Spider-Man: Shattered Dimensions

Of all the superheroes to be shoehorned into a videogame, Marvel’s Spider-Man is arguably the only one to make the transition look easy. The two best Spider-Man games—Neversoft’s Spider-Man and Treyarch’s Spider-Man 2—were landmarks because they captured the character’s wisecracking, freewheeling essence, and because both games were celebrations of obsession and collection, a pair of traits gamers and comic-book fans can identify with.

With thousands of spider-shaped medallions to collect, alternate costumes to unlock, and virtual action figures to fetishize, developer Beenox certainly has the obsess-and-collect portion of the Spider-Man formula down pat. As for Spider-Man’s freewheeling personality? It isn’t as free as it has been in recent games. The open-world approach that made the game Spider-Man 2 so exhilarating has been replaced with a more linear beat-’em-up experience.

Yet Spider-Man: Shattered Dimensions still feels incredibly fresh and exciting. The majority of this excitement can be attributed to the presence of four Spider-Men: Amazing, Noir, 2099, and Ultimate. Translation for non-comic readers: Regular, Old-timey, Future, and The One In The Black Suit.

The true star of the game: Noir Spider-Man. The black-and-white graphics and overblown lighting, as well as the hammy 1930s writing and voice-acting, make Noir’s levels something to behold. And while the other three Spider-Men’s levels are built around beating up waves of bad guys, Noir Spider-Man requires stealth and subterfuge. Hiding in the shadows, then yanking an unsuspecting goon off his feet and plastering him to the wall with webbing never gets old.

The three remaining Spider-Men, though less satisfying, manage to be indelible in their own ways. 2099 can move at incredible speeds. Ultimate has a rage attack. Neil Patrick Harris voices Amazing with wit and charm. The game’s villains also distinguish themselves nicely. When villain Electro grows into a giant, he bellows, “I have become a divine being… without paaaants!” Oddly enough, this is one of the funniest videogames ever made. Filled with countless remember-when moments—as in “Remember when you outran that wave of sand?”—Shattered Dimensions is less literary and artful than Batman: Arkham Asylum, but it’s far more fun.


Exercise objective: Which lines of the data below include the string "Image"? Return each of them.

Data in this exercise:

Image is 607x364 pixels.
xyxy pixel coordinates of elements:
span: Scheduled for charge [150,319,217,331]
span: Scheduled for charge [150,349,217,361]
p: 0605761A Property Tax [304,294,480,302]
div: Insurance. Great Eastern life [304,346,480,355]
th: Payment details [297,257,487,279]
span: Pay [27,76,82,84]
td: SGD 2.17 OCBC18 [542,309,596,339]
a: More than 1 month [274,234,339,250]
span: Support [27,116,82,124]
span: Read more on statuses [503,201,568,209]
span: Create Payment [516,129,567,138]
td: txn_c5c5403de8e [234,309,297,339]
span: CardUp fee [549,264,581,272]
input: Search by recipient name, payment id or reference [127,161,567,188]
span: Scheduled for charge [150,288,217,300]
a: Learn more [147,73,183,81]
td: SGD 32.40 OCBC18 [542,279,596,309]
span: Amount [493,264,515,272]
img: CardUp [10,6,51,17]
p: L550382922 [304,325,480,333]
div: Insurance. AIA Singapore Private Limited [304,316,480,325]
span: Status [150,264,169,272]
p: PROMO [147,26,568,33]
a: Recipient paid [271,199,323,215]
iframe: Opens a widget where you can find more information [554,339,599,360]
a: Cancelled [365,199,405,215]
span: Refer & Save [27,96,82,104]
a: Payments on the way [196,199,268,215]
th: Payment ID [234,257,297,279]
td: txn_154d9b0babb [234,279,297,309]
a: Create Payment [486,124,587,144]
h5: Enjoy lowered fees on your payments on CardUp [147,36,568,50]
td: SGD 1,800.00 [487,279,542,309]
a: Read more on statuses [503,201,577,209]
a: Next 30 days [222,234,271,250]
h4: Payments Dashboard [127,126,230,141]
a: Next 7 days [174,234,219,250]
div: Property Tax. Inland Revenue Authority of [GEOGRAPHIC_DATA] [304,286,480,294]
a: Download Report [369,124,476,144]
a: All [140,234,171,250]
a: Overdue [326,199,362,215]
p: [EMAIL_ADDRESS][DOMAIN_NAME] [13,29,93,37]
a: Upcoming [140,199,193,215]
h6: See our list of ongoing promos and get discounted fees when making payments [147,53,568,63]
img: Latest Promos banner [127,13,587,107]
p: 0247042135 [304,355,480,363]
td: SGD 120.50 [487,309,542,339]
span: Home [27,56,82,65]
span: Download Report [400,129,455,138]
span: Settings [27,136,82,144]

==

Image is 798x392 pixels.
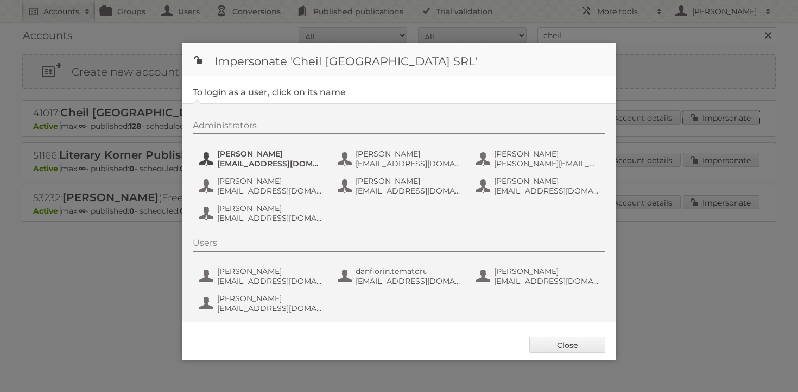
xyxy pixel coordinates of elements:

* * *

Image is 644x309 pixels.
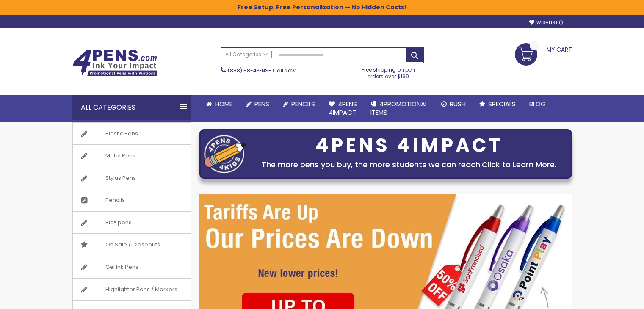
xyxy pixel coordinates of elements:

Your solution:
Image is 607x364 pixels.
Image is 798x392 pixels.
Image is 644x309 pixels.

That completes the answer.